Search Results: health (1592)

Driving around the residential streets of Colorado, you might see signs that look like they’re about to announce a garage sale but instead are advertising hemp or CBD oil. Like the homemade one pictured here, on Iliff Avenue in Aurora, hawking 1,444 milligrams of CBD oil for $60.

“There’s a lot of concern, or growing concern, as we see a lot of the CBD market grow and grow,” says Hollis Glenn, director of the Colorado Department of Agriculture’s inspection and consumer services. “You see CBD being sold in places like gas stations, and the industry is so new that there’s no directive on how it should be manufactured.”

On July 15, 2015, the Colorado Board of Health rejected a petition to add post-traumatic stress disorder as a medical marijuana condition, to the vocal dismay of a packed room of veterans and medical marijuana patients. Fast forward four years, and not only is PTSD now an approved medical condition, but the board is preparing to usher in one of the most expansive sets of MMJ rules that Colorado has seen in over a decade.

This week, the Colorado Department of Human Services, in conjunction with Governor John Hickenlooper’s office, formally requested that the General Assembly allocate more than $6 million annually from the state’s marijuana-tax cash fund for a new program that would offer help to chronic drug users as opposed to criminalizing them. Art Way, senior director for criminal-justice reform and Colorado director with the national Drug Policy Alliance, which worked closely with state agencies in crafting the proposal (it’s on view below), sees the impact of this approach as potentially revolutionary for those struggling with addictions to heroin and other heavy narcotics.

If approved, Way says, “marijuana tax revenue and marijuana legalization will fund broader drug-policy purposes and drug-policy concerns that have long had more of an impact on society, both from a human perspective and a fiscal perspective. We’re talking about other substances on which users become truly dependent, and people who are on the chaotic end of the use spectrum. So for marijuana legalization to fund this is a game-changer.”

If you want legal medical cannabis products in Minnesota, it’ll be coming from LeafLine Labs or Minnesota Medical Solutions.
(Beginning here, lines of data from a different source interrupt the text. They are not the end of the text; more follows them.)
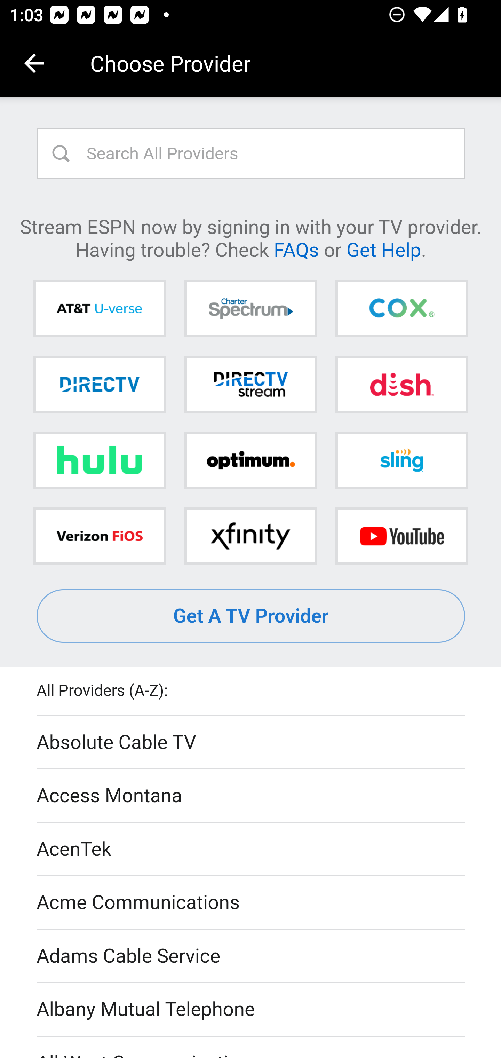 The image size is (501, 1058). What do you see at coordinates (402, 309) in the screenshot?
I see `Cox` at bounding box center [402, 309].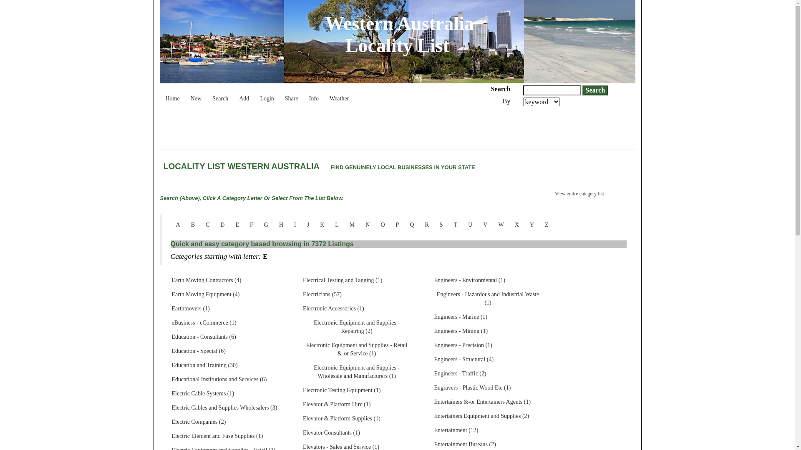 This screenshot has width=801, height=450. Describe the element at coordinates (500, 225) in the screenshot. I see `W` at that location. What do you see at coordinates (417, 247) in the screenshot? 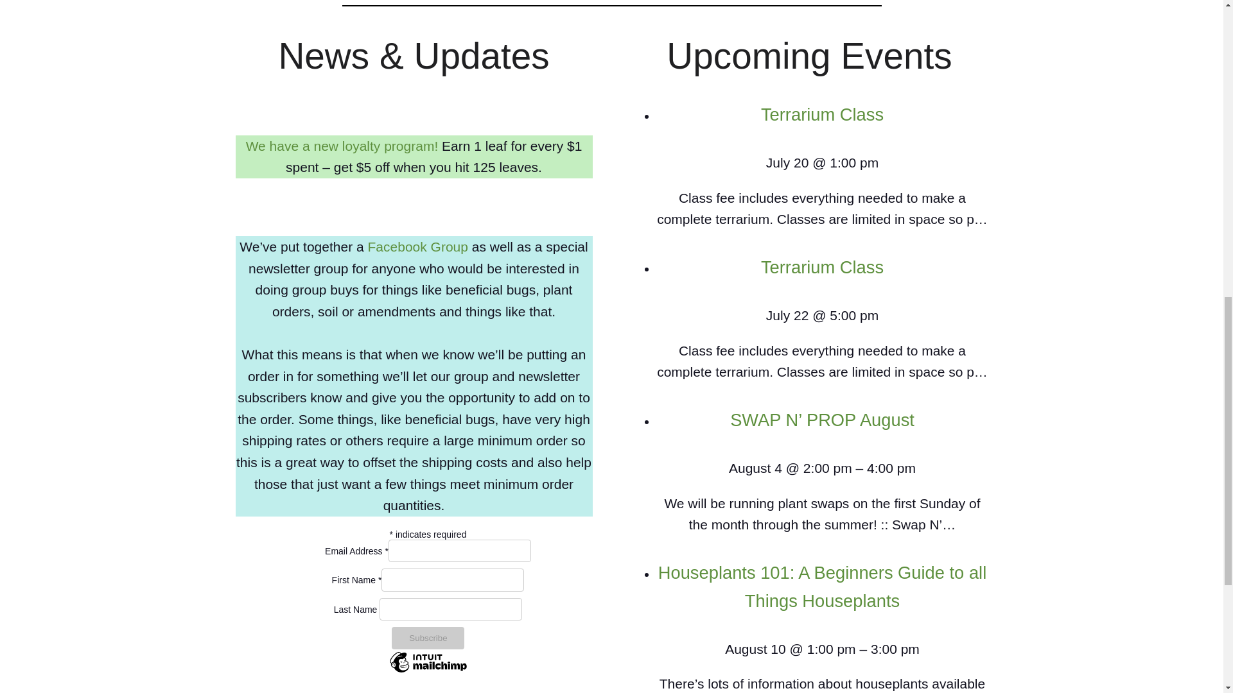
I see `Facebook Group` at bounding box center [417, 247].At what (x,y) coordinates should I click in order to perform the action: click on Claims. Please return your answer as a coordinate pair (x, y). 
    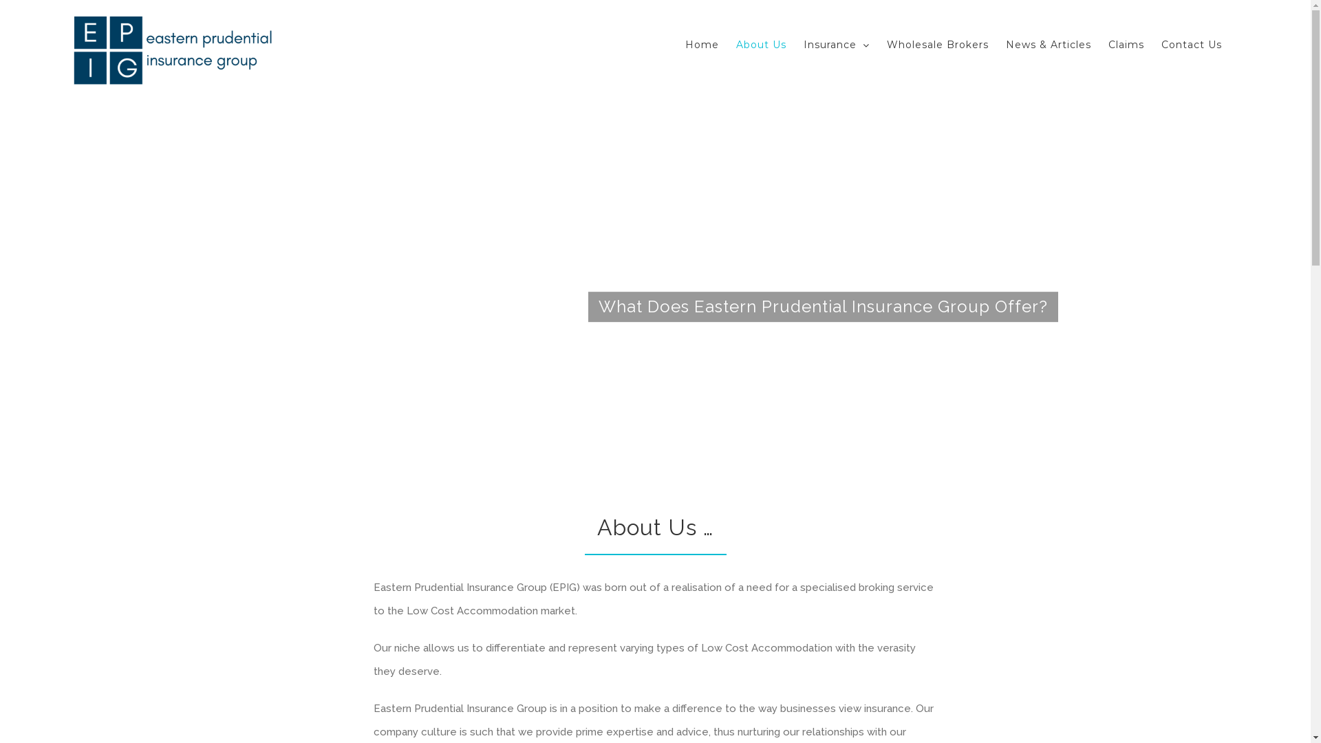
    Looking at the image, I should click on (1126, 45).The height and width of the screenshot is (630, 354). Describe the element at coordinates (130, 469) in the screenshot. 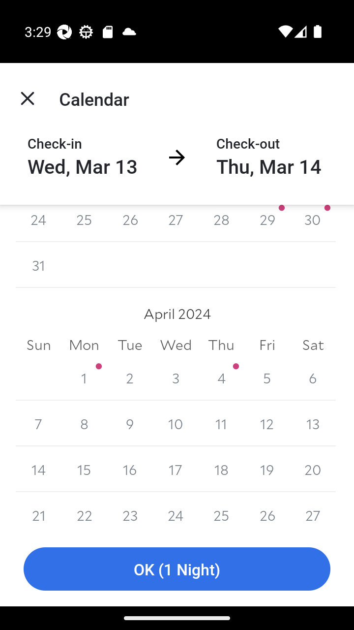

The state Department of Health announced earlier today that the two groups will be the sole providers of cannabis for the state medical program.
Raw cannabis isn’t legal in the Minneota program, only concentrates and edibles. The manufacturers will be responsible for making those products.

Edible selection at Healing House in Lakewood, Colorado.

Colorado Health Department officials want to be able to give a yay or a nay to any and all pot edibles before they could go on sale to the public, according to a department memo obtained by the Associated Press.
The move is part of a continued fight against edibles that some groups claim are being marketed to children in the forms of familiar candies and treats. Because, you know, adults don’t like candy or sweets at all.


The paranoid stoner who seems overly concerned that the government is keeping tabs on his or her movements and behavior is a classic marijuana-user stereotype. But when government organizations like the Colorado Department of Public Health and Environment discuss pilot population health surveillance programs that are currently in operation, it’s not hard to see why pot-smokers might be a little paranoid — perhaps justifiably.


Minnesota state officials don’t know squat about pot. But in time, they will.
The rules governing Minnesota’s medical cannabis program, which went out last week, are only a first draft based on conversations with other states and a review of relevant literature. They are an impressive one at that, but a best guess of what it takes to get off the ground in a crazy quick period of time.


The Minnesota Department of Health on Friday released rules governing future medical cannabis manufacturers, stressing that the 40-page document is only a first draft. State officials acknowledge that the rules are pretty vague, but also ask for public feedback.
The security requirements are no joke. Manufacturers will be prohibited from employing anyone with a felony criminal record and must visually record the entrances of their facilities 24-hours a day — even in the event of a power outage. The vehicles transporting cannabis are not allowed to make stops away from facilities and fueling stations. Their routes must be random.